Open seananderson opened 6 years ago

seananderson commented 6 years ago

Should be fairly quick and easy. Would make posting code much easier. Probably best to keep hosting on GitHub to maintain same URL. Happy to help someone with this.

prosoitos commented 6 years ago

What about using .Rmd rather than .md as the post default format? GitHub pages is powered by Jekyll and R code blocks will be rendered in the html. I guess Hugo will allow other cool features (nice css, etc.), but as for posting code, I think the current system would already work with .Rmd files... no?

(That said, if you want to set it in blogdown, I would be happy to help to learn the tool).

prosoitos commented 6 years ago

I guess, the info is all out there and well explained.

http://amber.rbind.io/blog/2016/12/19/creatingsite/

https://bookdown.org/yihui/blogdown/

seananderson commented 6 years ago

R markdown and even highlighted code chunks aren’t supported (by default) with Jekyll. blogdown now exists and takes care of rendering R markdown to markdown locally and automatically. By default, blogdown works with Hugo. I recently switched my website from Jekyll to Hugo/blogdown. Should be very easy in this case since I don’t think we care about translating the theme — just the content. With the current set up it’s definitely a bit of a pain to include highlighted code let alone render R output.

prosoitos commented 6 years ago

I see. I write in emacs org mode with my own css file, so my syntax highlighting is already embedded in the html I push to GitHub. So I didn't realize that about Jekyll.

prosoitos commented 5 years ago

Hi Sean. Better late than never... :stuck_out_tongue:

I just learnt how to use Hugo and am in the middle of building my website with it. Since I am deep in this, I am now happy to take on this task (unless you are now using another website engine and your recommendations on what to use have changed. I am very happy with Hugo so far, but feel free to throw advice of course if you have moved on to something else that you like more).

I am deploying my website on netlify, which I find a lot nicer than github pages and which plays extremely well with Hugo. So I plan on doing the same for Stats Beerz, unless you object. I think that I need to be one of the owners of Stats Beerz to set it up. Would you consider adding me to that list? (unless you have an issue with this of course). I am currently external collaborator which only gives me partial permissions.

prosoitos commented 5 years ago

Probably best to keep hosting on GitHub to maintain same URL.

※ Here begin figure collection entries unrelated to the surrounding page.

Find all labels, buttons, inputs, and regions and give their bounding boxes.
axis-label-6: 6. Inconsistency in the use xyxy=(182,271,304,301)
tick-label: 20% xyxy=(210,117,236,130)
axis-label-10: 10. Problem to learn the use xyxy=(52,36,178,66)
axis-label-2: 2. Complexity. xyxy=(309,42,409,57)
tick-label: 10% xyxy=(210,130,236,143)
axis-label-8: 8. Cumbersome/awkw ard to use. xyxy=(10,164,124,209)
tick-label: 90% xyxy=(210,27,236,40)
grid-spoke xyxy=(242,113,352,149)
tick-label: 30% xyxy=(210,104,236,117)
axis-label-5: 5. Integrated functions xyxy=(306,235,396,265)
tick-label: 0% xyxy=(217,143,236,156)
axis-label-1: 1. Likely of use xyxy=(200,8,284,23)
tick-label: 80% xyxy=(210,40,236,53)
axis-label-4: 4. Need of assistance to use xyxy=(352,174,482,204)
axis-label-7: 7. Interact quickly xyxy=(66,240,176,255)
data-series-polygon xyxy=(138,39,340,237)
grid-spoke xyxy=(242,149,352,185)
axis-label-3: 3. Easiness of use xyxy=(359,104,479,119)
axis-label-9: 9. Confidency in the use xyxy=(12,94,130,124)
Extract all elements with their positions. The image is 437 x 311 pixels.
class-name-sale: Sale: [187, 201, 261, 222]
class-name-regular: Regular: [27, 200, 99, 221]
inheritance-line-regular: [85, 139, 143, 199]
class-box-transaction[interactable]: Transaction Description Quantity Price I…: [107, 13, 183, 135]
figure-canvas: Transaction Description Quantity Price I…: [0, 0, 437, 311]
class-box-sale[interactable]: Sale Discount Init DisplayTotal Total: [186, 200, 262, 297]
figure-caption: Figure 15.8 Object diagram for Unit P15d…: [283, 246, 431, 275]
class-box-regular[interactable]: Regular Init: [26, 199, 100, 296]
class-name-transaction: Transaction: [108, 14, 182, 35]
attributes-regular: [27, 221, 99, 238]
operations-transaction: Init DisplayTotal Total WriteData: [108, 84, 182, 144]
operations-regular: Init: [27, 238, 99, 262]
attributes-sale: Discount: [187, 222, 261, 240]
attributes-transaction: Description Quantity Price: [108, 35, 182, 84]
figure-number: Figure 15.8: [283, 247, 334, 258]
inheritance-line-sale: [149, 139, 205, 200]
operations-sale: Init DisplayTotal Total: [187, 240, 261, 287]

Oops. Just saw that. Netlify is really much nicer to play with. Super easy to deploy from master while allowing to test locally before deployment, site is deployed instantly as soon as you push, no need to delete /public before redeploying (and no git micmac), etc. Even Yihui Xie swears by it.

And netlify allows redirects so I can set one up from the old url.

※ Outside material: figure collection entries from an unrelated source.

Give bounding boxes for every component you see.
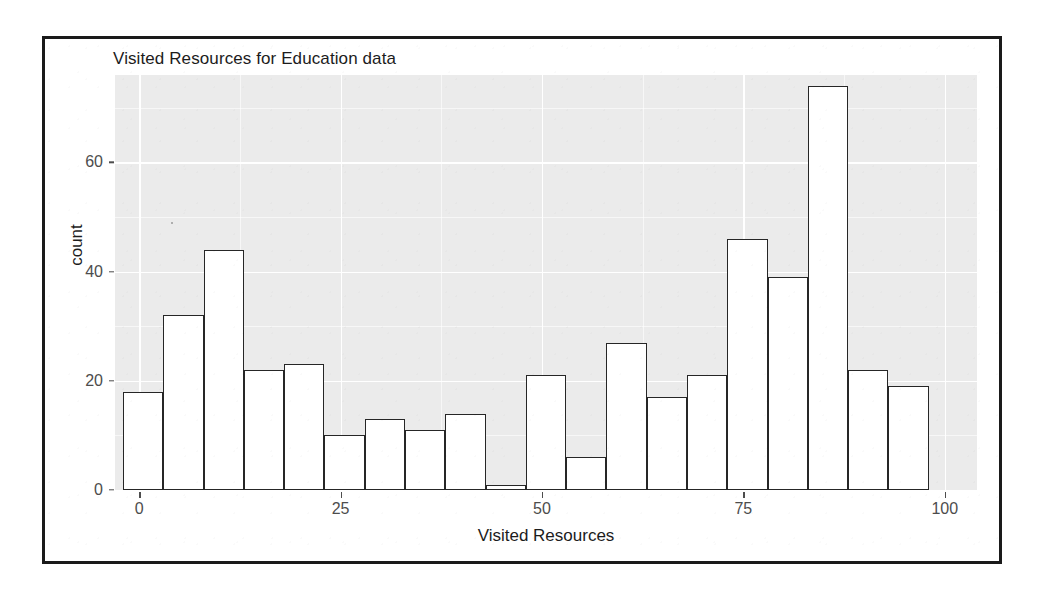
histogram-bar (848, 370, 888, 490)
histogram-bar (445, 414, 485, 490)
histogram-bar (808, 86, 848, 490)
histogram-bar (727, 239, 767, 490)
y-tick-mark (109, 162, 114, 163)
x-tick-label: 0 (135, 500, 144, 518)
histogram-bar (687, 375, 727, 490)
histogram-bar (244, 370, 284, 490)
histogram-bar (163, 315, 203, 490)
x-tick-mark (743, 492, 744, 498)
y-tick-label: 20 (63, 372, 103, 390)
x-tick-mark (542, 492, 543, 498)
histogram-bar (647, 397, 687, 490)
chart-title: Visited Resources for Education data (113, 49, 396, 69)
gridline-vertical-major (341, 75, 343, 490)
histogram-bar (486, 485, 526, 490)
y-tick-label: 60 (63, 153, 103, 171)
figure-frame: Visited Resources for Education data 020… (42, 36, 1002, 564)
x-tick-label: 50 (533, 500, 551, 518)
histogram-bar (365, 419, 405, 490)
y-tick-mark (109, 489, 114, 490)
x-tick-mark (341, 492, 342, 498)
y-axis-title: count (67, 185, 87, 305)
y-tick-mark (109, 380, 114, 381)
histogram-bar (324, 435, 364, 490)
x-tick-mark (139, 492, 140, 498)
histogram-bar (284, 364, 324, 490)
histogram-bar (888, 386, 928, 490)
x-tick-mark (945, 492, 946, 498)
histogram-bar (606, 343, 646, 490)
histogram-bar (204, 250, 244, 490)
x-tick-label: 25 (332, 500, 350, 518)
histogram-chart: Visited Resources for Education data 020… (45, 39, 999, 561)
gridline-vertical-minor (441, 75, 442, 490)
y-tick-label: 0 (63, 481, 103, 499)
histogram-bar (566, 457, 606, 490)
y-tick-mark (109, 271, 114, 272)
gridline-vertical-major (945, 75, 947, 490)
x-tick-label: 75 (734, 500, 752, 518)
histogram-bar (768, 277, 808, 490)
histogram-bar (405, 430, 445, 490)
x-tick-label: 100 (931, 500, 958, 518)
histogram-bar (526, 375, 566, 490)
x-axis-title: Visited Resources (115, 526, 977, 546)
plot-panel (115, 75, 977, 490)
scan-speck (171, 222, 173, 224)
histogram-bar (123, 392, 163, 490)
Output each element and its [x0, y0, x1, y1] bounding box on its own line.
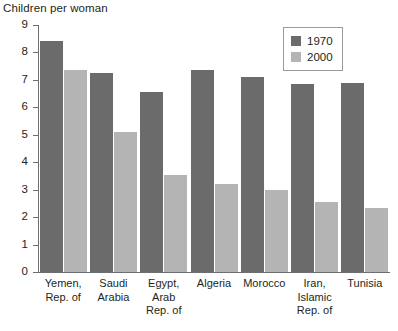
- y-axis-tick-label: 8: [0, 46, 28, 58]
- bar-1970: [291, 84, 314, 272]
- bar-1970: [40, 41, 63, 272]
- legend-label-1970: 1970: [307, 35, 333, 47]
- bar-1970: [90, 73, 113, 272]
- x-axis-line: [38, 272, 390, 273]
- x-axis-label-line: Rep. of: [38, 291, 88, 305]
- y-axis-tick-label: 5: [0, 129, 28, 141]
- x-axis-label-line: Islamic: [289, 291, 339, 305]
- y-axis-tick-label: 1: [0, 239, 28, 251]
- x-axis-label-line: Arab: [139, 291, 189, 305]
- x-axis-label: Iran,IslamicRep. of: [289, 277, 339, 318]
- chart-title: Children per woman: [3, 1, 108, 15]
- bar-1970: [191, 70, 214, 272]
- x-axis-label: Algeria: [189, 277, 239, 291]
- x-axis-label: Egypt,ArabRep. of: [139, 277, 189, 318]
- bar-1970: [241, 77, 264, 272]
- bar-2000: [114, 132, 137, 272]
- x-axis-label-line: Algeria: [189, 277, 239, 291]
- x-axis-label: SaudiArabia: [88, 277, 138, 304]
- bar-2000: [365, 208, 388, 272]
- y-axis-tick-label: 3: [0, 184, 28, 196]
- legend-swatch-icon-1970: [291, 36, 301, 46]
- bar-2000: [64, 70, 87, 272]
- y-axis-tick-label: 6: [0, 101, 28, 113]
- legend-swatch-icon-2000: [291, 52, 301, 62]
- bar-2000: [315, 202, 338, 272]
- x-axis-label-line: Rep. of: [139, 304, 189, 318]
- bar-2000: [265, 190, 288, 272]
- x-axis-label-line: Saudi: [88, 277, 138, 291]
- x-axis-label-line: Iran,: [289, 277, 339, 291]
- x-axis-label: Yemen,Rep. of: [38, 277, 88, 304]
- bar-chart: Children per woman 0123456789 Yemen,Rep.…: [0, 0, 398, 331]
- x-axis-category-labels: Yemen,Rep. ofSaudiArabiaEgypt,ArabRep. o…: [38, 277, 390, 329]
- bar-group: [140, 25, 187, 272]
- x-axis-label: Tunisia: [340, 277, 390, 291]
- bar-group: [241, 25, 288, 272]
- chart-legend: 1970 2000: [283, 27, 343, 71]
- bar-1970: [341, 83, 364, 272]
- bar-2000: [164, 175, 187, 272]
- bar-1970: [140, 92, 163, 272]
- legend-item-2000: 2000: [291, 49, 333, 65]
- x-axis-label-line: Arabia: [88, 291, 138, 305]
- bar-2000: [215, 184, 238, 272]
- bar-group: [191, 25, 238, 272]
- x-axis-label-line: Morocco: [239, 277, 289, 291]
- y-axis-tick-label: 7: [0, 74, 28, 86]
- y-axis-tick-label: 0: [0, 266, 28, 278]
- y-axis-tick: [33, 272, 38, 273]
- x-axis-label-line: Tunisia: [340, 277, 390, 291]
- x-axis-label-line: Egypt,: [139, 277, 189, 291]
- y-axis-tick-label: 9: [0, 19, 28, 31]
- y-axis-tick-label: 4: [0, 156, 28, 168]
- legend-label-2000: 2000: [307, 51, 333, 63]
- bar-group: [341, 25, 388, 272]
- y-axis-tick-label: 2: [0, 211, 28, 223]
- x-axis-label: Morocco: [239, 277, 289, 291]
- legend-item-1970: 1970: [291, 33, 333, 49]
- bar-group: [90, 25, 137, 272]
- x-axis-label-line: Yemen,: [38, 277, 88, 291]
- bar-group: [40, 25, 87, 272]
- x-axis-label-line: Rep. of: [289, 304, 339, 318]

prosoitos commented 5 years ago

Got an email from Pascale. No pressure if you don't want to move to netlify. I first deployed my Hugo-powered website to Github pages, then read this blog from Yihui Xie https://yihui.name/en/2017/06/netlify-instead-of-github-pages/, and several posts from others, tried netlify and thought that it was an absolute breathe and much nicer/simpler/easier. And since the old url would keep working with the redirect, I thought that it'd be a good idea. But I am of course open to objections! And if your own website is on Github pages and that you are happy with the workflow pushing commits to the site, I am open to learning from you. Yihui Xie's post may not be up to date anymore. I did find that pushing to the Github pages was certainly quite tedious when I first set up my site this way (set up is more complex, have to write a script to delete /public before redeploying, etc.). Netlify is utterly easy: you push to Github and it deploys the site instantly. You can also very easily test your site locally before pushing.